Bug 63903 - /etc/rc.d/init.d/network starts network interfaces when it should not
Summary: /etc/rc.d/init.d/network starts network interfaces when it should not
Keywords:
Status: CLOSED DEFERRED
Alias: None
Product: Red Hat Linux
Classification: Retired
Component: initscripts
Version: 9
Hardware: i386
OS: Linux
medium
medium
Target Milestone: ---
Assignee: Bill Nottingham
QA Contact: Brock Organ
URL:
Whiteboard:
Depends On:
Blocks:
TreeView+ depends on / blocked
 
Reported: 2002-04-21 08:32 UTC by Manfred Hollstein
Modified: 2014-03-17 02:27 UTC (History)
1 user (show)

Fixed In Version:
Doc Type: Bug Fix
Doc Text:
Clone Of:
Environment:
Last Closed: 2005-09-29 19:52:40 UTC
Embargoed:


Attachments (Terms of Use)

Description Manfred Hollstein 2002-04-21 08:32:40 UTC
From Bugzilla Helper:
User-Agent: Mozilla/5.0 (X11; U; Linux i686; en-US; rv:0.9.9) Gecko/20020311

Description of problem:
Configuring network interfaces using redhat-config-network emits lines like this

  ONBOOT='no'

into the generated ifcfg-* files. Note that it's using the ' characters as
brackets aroung the variable's value! When /etc/rc.d/init.d/network is egrep'ing
through those ifcfg-* files during boot, it's however searching for

  "ONBOOT=\"?[Nn][Oo]\"?"

See the problem? The regex is wrong, in that it won't find the pattern in the
files generated by redhat-config-network. The regex should be this instead:

  "ONBOOT=['\"]?[Nn][Oo]['\"]?"

This will successfully find the following patterns:

  ONBOOT=no
  ONBOOT='no'
  ONBOOT="NO"


Version-Release number of selected component (if applicable):
initscripts-6.65-1

How reproducible:
Always

Steps to Reproduce:
1.Start redhat-config-network and configure a network device to *not* load ONBOOT
2.Save changes and reboot
3.Watch the messages and you'll see that the i/f _will_ be started!
	

Actual Results:  The interface will be started.

Expected Results:  The interface should not be started, of course.

Additional info:

Comment 1 Bill Nottingham 2002-04-21 19:11:28 UTC
The interface will not actually be started because 'boot' is passed to ifup,
which will do the right thing. It's just a weird display issue.

Comment 2 Bill Nottingham 2005-09-29 19:52:40 UTC
Closing bugs on older, no longer supported, releases. Apologies for any lack of
response.

If this persists on a current release, such as Fedora Core 4, please open a new bug.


◆ Problem to solve:
An identical copy of the listing below is all the answer should contain.

◆ Extracted information:
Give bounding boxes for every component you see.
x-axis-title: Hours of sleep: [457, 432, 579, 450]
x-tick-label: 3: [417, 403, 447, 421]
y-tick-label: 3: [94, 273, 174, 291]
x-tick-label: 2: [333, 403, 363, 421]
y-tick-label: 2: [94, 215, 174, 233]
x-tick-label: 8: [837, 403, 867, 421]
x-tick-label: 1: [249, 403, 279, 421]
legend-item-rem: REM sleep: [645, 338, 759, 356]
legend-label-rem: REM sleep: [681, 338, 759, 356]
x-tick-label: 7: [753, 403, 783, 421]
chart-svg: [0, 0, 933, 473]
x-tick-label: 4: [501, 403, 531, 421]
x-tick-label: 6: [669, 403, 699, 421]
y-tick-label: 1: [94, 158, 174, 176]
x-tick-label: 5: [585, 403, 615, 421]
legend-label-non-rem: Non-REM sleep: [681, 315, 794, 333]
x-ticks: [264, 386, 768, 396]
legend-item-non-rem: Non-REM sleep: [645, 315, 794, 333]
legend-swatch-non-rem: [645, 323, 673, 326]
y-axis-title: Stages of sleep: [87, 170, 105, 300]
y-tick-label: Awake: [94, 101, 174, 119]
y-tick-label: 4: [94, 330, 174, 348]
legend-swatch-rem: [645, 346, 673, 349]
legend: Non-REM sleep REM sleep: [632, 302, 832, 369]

◆ Result below:
Give bounding boxes for every component you see.
x-axis-title: Hours of sleep: [457, 432, 579, 450]
x-tick-label: 3: [417, 403, 447, 421]
y-tick-label: 3: [94, 273, 174, 291]
x-tick-label: 2: [333, 403, 363, 421]
y-tick-label: 2: [94, 215, 174, 233]
x-tick-label: 8: [837, 403, 867, 421]
x-tick-label: 1: [249, 403, 279, 421]
legend-item-rem: REM sleep: [645, 338, 759, 356]
legend-label-rem: REM sleep: [681, 338, 759, 356]
x-tick-label: 7: [753, 403, 783, 421]
chart-svg: [0, 0, 933, 473]
x-tick-label: 4: [501, 403, 531, 421]
x-tick-label: 6: [669, 403, 699, 421]
y-tick-label: 1: [94, 158, 174, 176]
x-tick-label: 5: [585, 403, 615, 421]
legend-label-non-rem: Non-REM sleep: [681, 315, 794, 333]
x-ticks: [264, 386, 768, 396]
legend-item-non-rem: Non-REM sleep: [645, 315, 794, 333]
legend-swatch-non-rem: [645, 323, 673, 326]
y-axis-title: Stages of sleep: [87, 170, 105, 300]
y-tick-label: Awake: [94, 101, 174, 119]
y-tick-label: 4: [94, 330, 174, 348]
legend-swatch-rem: [645, 346, 673, 349]
legend: Non-REM sleep REM sleep: [632, 302, 832, 369]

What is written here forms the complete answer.